Ok, so there's cars speeding around your neighborhoods, and kids playing on these very same streets without somehow getting hit by all the speeding cars? Sorry, I don't buy it.
That is indeed what is happening. It's how I remember things growing up on the south side of Chicago, and how things were in Ann Arbor when we lived there with our young kids, as well.
Why are you assuming that traffic is moving at 30-45 mph through a neighborhood.
In my neighborhood the speed limit is universally 25 and the stop signs & one way streets keep traffic speeds down.
My son doesn’t know how to ride a bike yet but there are certainly under 10 yo all around riding in the streets. Further my son does walk to the park down the street by himself or with friends with the usual guidance about cars (“look both ways” etc).
>Why are you assuming that traffic is moving at 30-45 mph through a neighborhood.
Because that's what I see in the suburbs here in DC.
>In my neighborhood the speed limit is universally 25 and the stop signs & one way streets keep traffic speeds down.
Those aren't typical American suburbs if there's 1-way streets. That sounds much more urban in fact. The suburbs I typically see have wide streets, and 35mph speed limits, and people driving around quite a bit faster than that in their huge luxury SUVs. I also don't see kids in the streets at all, and for good reason: it's too dangerous. I don't feel safe at all on my bike, even though I ride very fast and as far right as I can (I only ride in the subdivision near me so I can get to the multi-use trail on the other side).
My kids are in college right now, but everyone else in Oak Park seems to, as did everyone in Ann Arbor, as did --- to an even greater extent --- every family --- every family; it would have been extremely weird not to be allowed to ride your bike in the streets in the 1980s --- in the south side of Chicago when I was growing up, at a time when traffic fatalities were more than twice as high as they are now. I don't think your argument is rooted in facts.
It is in fact illegal in Chicago to ride your bike on the sidewalk. Your contention would have to be that children have simply ceased using bicycles, which is obviously not true.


ASSIGNMENT :: Which lines of the data below hold "items"? Copy each of them.

Extracts from a graphics dataset:
******************************

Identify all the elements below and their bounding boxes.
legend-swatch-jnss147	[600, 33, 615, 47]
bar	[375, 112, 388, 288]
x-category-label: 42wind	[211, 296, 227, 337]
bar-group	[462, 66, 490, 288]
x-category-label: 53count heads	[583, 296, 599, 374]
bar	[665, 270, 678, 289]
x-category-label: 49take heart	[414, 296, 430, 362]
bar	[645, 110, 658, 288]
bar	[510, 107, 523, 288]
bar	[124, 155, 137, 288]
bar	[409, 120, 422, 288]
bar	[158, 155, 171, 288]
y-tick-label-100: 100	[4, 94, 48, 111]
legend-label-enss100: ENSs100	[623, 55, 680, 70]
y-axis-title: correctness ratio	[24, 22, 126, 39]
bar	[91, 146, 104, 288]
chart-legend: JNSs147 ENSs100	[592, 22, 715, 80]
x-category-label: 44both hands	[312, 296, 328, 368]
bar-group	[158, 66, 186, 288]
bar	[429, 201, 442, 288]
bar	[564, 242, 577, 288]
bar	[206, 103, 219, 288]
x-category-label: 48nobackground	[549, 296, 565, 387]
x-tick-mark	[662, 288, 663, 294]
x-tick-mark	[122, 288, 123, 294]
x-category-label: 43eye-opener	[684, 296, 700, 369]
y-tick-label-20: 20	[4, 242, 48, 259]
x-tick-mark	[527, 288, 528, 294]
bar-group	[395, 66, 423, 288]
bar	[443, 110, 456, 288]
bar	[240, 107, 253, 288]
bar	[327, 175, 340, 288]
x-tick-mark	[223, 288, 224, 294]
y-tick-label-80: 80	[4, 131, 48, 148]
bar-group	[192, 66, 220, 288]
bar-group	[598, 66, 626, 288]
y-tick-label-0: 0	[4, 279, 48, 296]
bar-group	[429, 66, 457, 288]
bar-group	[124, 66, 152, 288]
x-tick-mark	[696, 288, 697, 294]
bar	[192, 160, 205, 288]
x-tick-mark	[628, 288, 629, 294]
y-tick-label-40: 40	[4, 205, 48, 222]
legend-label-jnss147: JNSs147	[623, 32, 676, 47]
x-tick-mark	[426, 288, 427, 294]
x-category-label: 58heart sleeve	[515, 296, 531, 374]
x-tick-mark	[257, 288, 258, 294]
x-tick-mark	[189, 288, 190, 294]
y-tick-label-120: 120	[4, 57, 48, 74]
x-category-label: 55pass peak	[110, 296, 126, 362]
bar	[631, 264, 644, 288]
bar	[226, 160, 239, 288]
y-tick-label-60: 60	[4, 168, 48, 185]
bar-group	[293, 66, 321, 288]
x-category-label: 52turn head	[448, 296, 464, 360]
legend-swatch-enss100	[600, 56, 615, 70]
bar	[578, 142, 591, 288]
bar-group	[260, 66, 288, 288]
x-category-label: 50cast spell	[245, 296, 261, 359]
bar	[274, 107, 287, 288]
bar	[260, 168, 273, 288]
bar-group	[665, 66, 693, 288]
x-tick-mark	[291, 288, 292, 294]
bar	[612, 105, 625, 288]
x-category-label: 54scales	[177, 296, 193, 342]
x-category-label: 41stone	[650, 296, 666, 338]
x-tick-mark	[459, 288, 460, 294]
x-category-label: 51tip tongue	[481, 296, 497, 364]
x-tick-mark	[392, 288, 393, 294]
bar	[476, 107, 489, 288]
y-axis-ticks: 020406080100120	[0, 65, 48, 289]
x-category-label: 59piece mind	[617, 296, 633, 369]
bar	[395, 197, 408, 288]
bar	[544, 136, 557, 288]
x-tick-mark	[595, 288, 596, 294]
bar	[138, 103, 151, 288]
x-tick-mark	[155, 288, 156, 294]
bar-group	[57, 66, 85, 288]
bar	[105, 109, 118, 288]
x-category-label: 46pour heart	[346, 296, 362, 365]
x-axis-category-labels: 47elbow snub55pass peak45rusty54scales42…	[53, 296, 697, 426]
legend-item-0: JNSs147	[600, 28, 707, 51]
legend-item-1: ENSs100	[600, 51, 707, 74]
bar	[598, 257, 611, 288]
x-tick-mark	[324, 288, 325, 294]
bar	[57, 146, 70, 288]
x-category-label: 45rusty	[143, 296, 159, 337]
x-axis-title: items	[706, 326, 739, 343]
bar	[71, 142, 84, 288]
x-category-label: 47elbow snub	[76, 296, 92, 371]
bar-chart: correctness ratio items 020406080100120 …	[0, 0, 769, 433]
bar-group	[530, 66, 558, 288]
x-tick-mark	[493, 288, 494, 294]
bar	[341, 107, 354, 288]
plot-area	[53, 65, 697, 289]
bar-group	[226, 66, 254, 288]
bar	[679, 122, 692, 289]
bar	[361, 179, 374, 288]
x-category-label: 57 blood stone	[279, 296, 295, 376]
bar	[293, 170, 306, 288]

******************************

TASK ANSWER ::
x-axis-title: items	[706, 326, 739, 343]
bar-chart: correctness ratio items 020406080100120 …	[0, 0, 769, 433]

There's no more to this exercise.